Studs Terkel

I don’t remember exactly how I found out about Studs Terkel, but I do remember picking up his book, Hard Times, at the used book store. It’s an amazing book. Studs Terkel specializes in recording our collective oral history. I’m eager to read his latest book, Will the Circle Be Unbroken? Reflections on Death, Rebirth, and Hunger for a Faith, where he talks with people about death. As someone who thinks about death a lot this is right up my alley.

A while back he did an interview with Salon. I tried to read it there, but they have some sort of subscription thing now and you can only read the first few paragraphs of whatever it is you’re looking for. Thanks to the internet I was able to find the same interview elsewhere. It’s a good one, here it is.

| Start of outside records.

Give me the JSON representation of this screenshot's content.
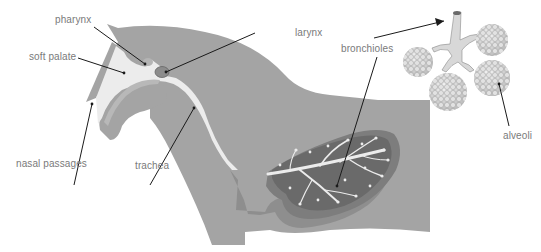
{
  "diagram": {
    "colors": {
      "body": "#a4a4a4",
      "body_dark": "#8e8e8e",
      "lung_outer": "#7d7d7d",
      "lung_inner": "#6a6a6a",
      "airway": "#ececec",
      "line": "#1a1a1a",
      "label_text": "#7a7a7a"
    },
    "labels": {
      "pharynx": "pharynx",
      "soft_palate": "soft palate",
      "larynx": "larynx",
      "bronchioles": "bronchioles",
      "alveoli": "alveoli",
      "nasal_passages": "nasal passages",
      "trachea": "trachea"
    }
  }
}
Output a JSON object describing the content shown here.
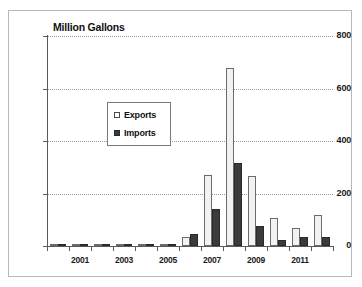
{
  "figure": {
    "title": "Million Gallons",
    "border_color": "#b8b8b8"
  },
  "legend": {
    "position": "inside-upper-left",
    "entries": [
      {
        "label": "Exports",
        "swatch": "exports-swatch-icon",
        "color": "#ffffff"
      },
      {
        "label": "Imports",
        "swatch": "imports-swatch-icon",
        "color": "#3b3b3b"
      }
    ]
  },
  "axes": {
    "y_ticks": [
      "0",
      "200",
      "400",
      "600",
      "800"
    ],
    "y_tick_values": [
      0,
      200,
      400,
      600,
      800
    ],
    "x_ticks": [
      "2001",
      "2003",
      "2005",
      "2007",
      "2009",
      "2011"
    ]
  },
  "chart_data": {
    "type": "bar",
    "title": "Million Gallons",
    "xlabel": "",
    "ylabel": "Million Gallons",
    "ylim": [
      0,
      800
    ],
    "grid": true,
    "legend_position": "inside-upper-left",
    "categories": [
      "2000",
      "2001",
      "2002",
      "2003",
      "2004",
      "2005",
      "2006",
      "2007",
      "2008",
      "2009",
      "2010",
      "2011",
      "2012"
    ],
    "tick_categories": [
      "2001",
      "2003",
      "2005",
      "2007",
      "2009",
      "2011"
    ],
    "series": [
      {
        "name": "Exports",
        "color": "#f2f2f2",
        "values": [
          2,
          3,
          3,
          2,
          2,
          4,
          33,
          270,
          680,
          265,
          105,
          70,
          120
        ]
      },
      {
        "name": "Imports",
        "color": "#3b3b3b",
        "values": [
          1,
          7,
          2,
          2,
          4,
          9,
          45,
          140,
          315,
          75,
          22,
          35,
          33
        ]
      }
    ]
  }
}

    There’s a recurring refrain in the book, you’ll spot it: “I’m not religious, I’m spiritual.” Now, it sounds like one of those New Age bromides, but it’s not. They want no middleman between themselves and God, whatever He, She or It is. And I find that fascinating. I find myself astonished by many of the responses. …

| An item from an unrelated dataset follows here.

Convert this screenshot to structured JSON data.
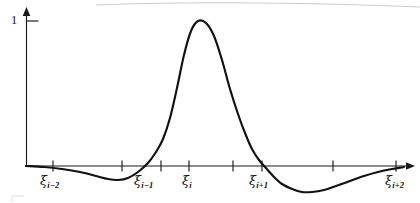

    How did the terrorist attacks of Sept. 11 change our perceptions of death?

    Well that’s a good question. You see, I’d started the book long before that. Has it changed my perception of life and death, you mean? If anything, it’s italicized it. If anything, more than ever, [the Sept. 11 attacks were] a tragic, stupid event, a barbaric event that has made the book even more pertinent than it may have been before. And I find this ironic and tragic at the same time.

    How can I put it? What has happened has made us more vulnerable. We are not the Fortress America. I think that’s the last thing Thomas Paine had in mind 200 years ago. Following “Common Sense” he wrote “Rights of Man,” and in that he spoke of this new society, this open society, and he said it could lift the world, lift it. I’m talking about 1791 he was writing it. He didn’t mean for us to be Fortress America. If we are Fortress America, then we are against “Them,” whoever “Them” is — the rest of the world, of course. So suddenly it’s happened. We are vulnerable and in this vulnerability, I hope we’re more human. You see, to err is human, to be vulnerable is human and so, in a sense, I’m looking now to find something hopeful that’s come out of this, ironically enough, that we ourselves may recognize what it is to be “the other.”

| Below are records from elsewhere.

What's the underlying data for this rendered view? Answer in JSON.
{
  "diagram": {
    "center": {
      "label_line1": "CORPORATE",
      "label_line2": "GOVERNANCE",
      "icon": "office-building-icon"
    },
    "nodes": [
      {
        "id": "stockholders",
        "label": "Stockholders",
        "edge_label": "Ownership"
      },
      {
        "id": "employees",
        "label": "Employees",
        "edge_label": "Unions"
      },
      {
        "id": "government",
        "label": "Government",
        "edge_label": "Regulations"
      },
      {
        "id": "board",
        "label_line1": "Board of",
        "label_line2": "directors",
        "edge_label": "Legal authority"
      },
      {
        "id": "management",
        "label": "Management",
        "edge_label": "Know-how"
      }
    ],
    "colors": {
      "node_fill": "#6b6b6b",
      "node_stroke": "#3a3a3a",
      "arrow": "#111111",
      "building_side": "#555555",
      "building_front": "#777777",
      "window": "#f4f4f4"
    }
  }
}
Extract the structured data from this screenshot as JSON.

    So you think the attacks should teach us all how to empathize?

    You know, when we saw that picture of that little girl running, the Vietnam shot, that little terrified girl, napalm around her — remember that? That should be our little girl from now on. That’s the thing you see. That little girl should be considered our little girl.

    Remember Einstein? I still lean on Einstein. I love to quote Einstein because no one dares contradict me. Einstein said shortly before he died, he was so overwhelmed, his own findings led to Hiroshima, subsequently — the irony — he tore his hair when he learned about Hiroshima. He never expected [the bomb] to be dropped on human beings, and then he said something along the lines of, “Everything in the world has changed with the split atom except one thing — the way we think.” We have to think anew. If we don’t think anew we’re in the soup.

    And are people now thinking anew?

    Remember, all my books have dealt with the extraordinary possibilities of ordinary Americans. And we saw it of course with the tenacity of the firefighters and the cops and the paramedics and everybody. So the ordinary American, I think, senses something deep down, inchoate though the feeling is, that our spokesmen, politicians or whoever they are, don’t understand at all.

    Will the current campaign — this long War Against Terrorism we’ve embarked upon — become another Vietnam for the United States?

    I don’t know. I wish to hell I knew because there’s no precedent for this. It won’t even be Vietnam because Vietnam was a country, where of course we had no business being to begin with. It was an obscene misadventure. Now, there are groups, there are fragments, we know that. Afghanistan is a fragmented land and it’s one warlord against another, and even the Northern Alliance, when it comes to human rights, have not been overwhelmingly great. I think we have to have this new move, a whole new Einsteinian approach. I return to him all the time.

Here is an interview with him on the radio show, The Connection. An excellent program.

1 comment

  1. I thought his name sounded familiar! He was on an old episode of 60 Minutes I saw this week. I thought he was excellent in it.